The topics might not precisely fit the agenda of early-21st-century men and women, but the logic behind Madame de Condorcet’s approach–namely, that we need to plan a little in order to have a good conversation–is still valid. A few years back the academic Theodore Zeldin tried to raise the art of conversation in our own times when he began a series of public meals in Oxford. Groups of strangers came together and agreed to lay aside their inhibitions and explore ideas, regrets, and aspirations. Zeldin provided a conversation menu with questions like these: Which of my ambitions is likely to remain unfulfilled? Is sex overrated?

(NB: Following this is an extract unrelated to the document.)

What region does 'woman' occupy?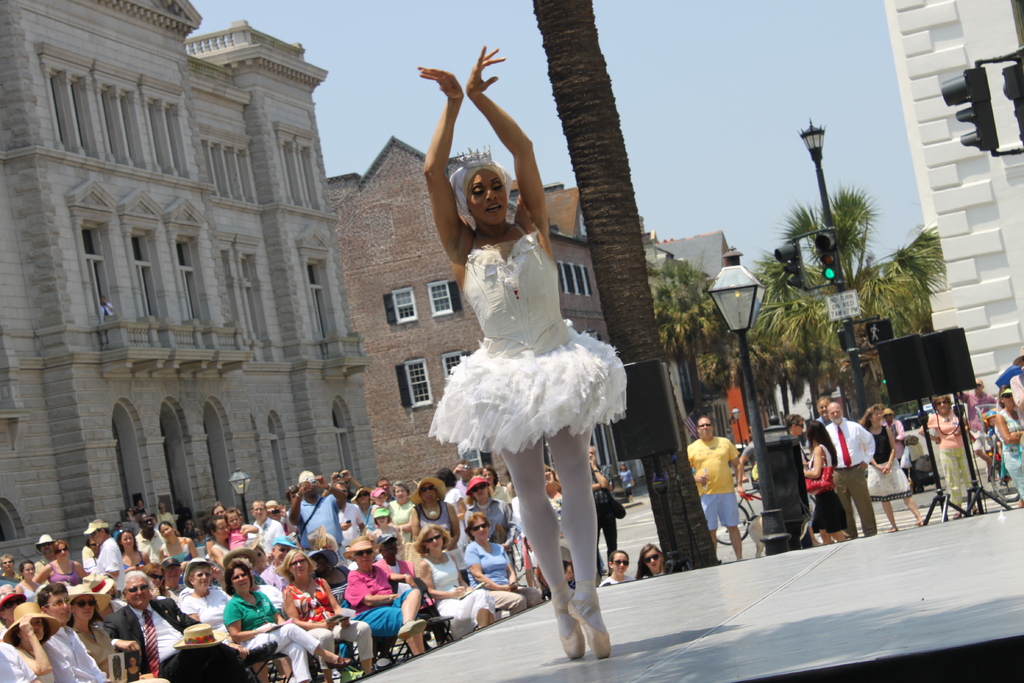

The questions certainly sound surprising, even shocking. We’d almost never dare to bring up such matters with a stranger. Instead, we’d tiptoe delicately around neutral topics found in the media while ignoring the fact that most of us are really looking for an exchange of vulnerable material. So afraid are we of sounding odd, that we instead too readily accept boredom.

We should be braver. An evening comes alive when we meet people who express our very own thoughts, but with a clarity and psychological accuracy we could not match. They know us better than we know ourselves. What was shy and confused within us is unapologetically and cogently phrased in them, our pleasure at the meeting indicating that we have found a piece of ourselves, a sentence or two built of the very substance of which our own minds are made. The dinner party companion has located words to depict a situation we thought ourselves alone in feeling, and for a few moments, we are like two lovers on an early dinner date thrilled to discover how much they share (and so unable to do more than graze at the food in front of them).

We should be more demanding of our social lives. Rather than seeing a successful encounter as a rare gift, we should expect to engineer one regularly. The history of conversation suggests that it’s when there are heavy-handed rules around that our spirit can best be set free. We might be tempted to giggle at the artificiality of a conversation menu or the pretentiousness of Madame de Condorcet’s dinner parties–and yet we should welcome them for helping us get to the elusive, spontaneous, and sincere bits of ourselves.

Alain de Botton’s newest book, The Pleasures and Sorrows of Work, will be published in June. Excerpted from Standpoint(Nov. 2008), a London-based magazine that celebrates the arts and values of our civilization; www.standpointmag.co.uk.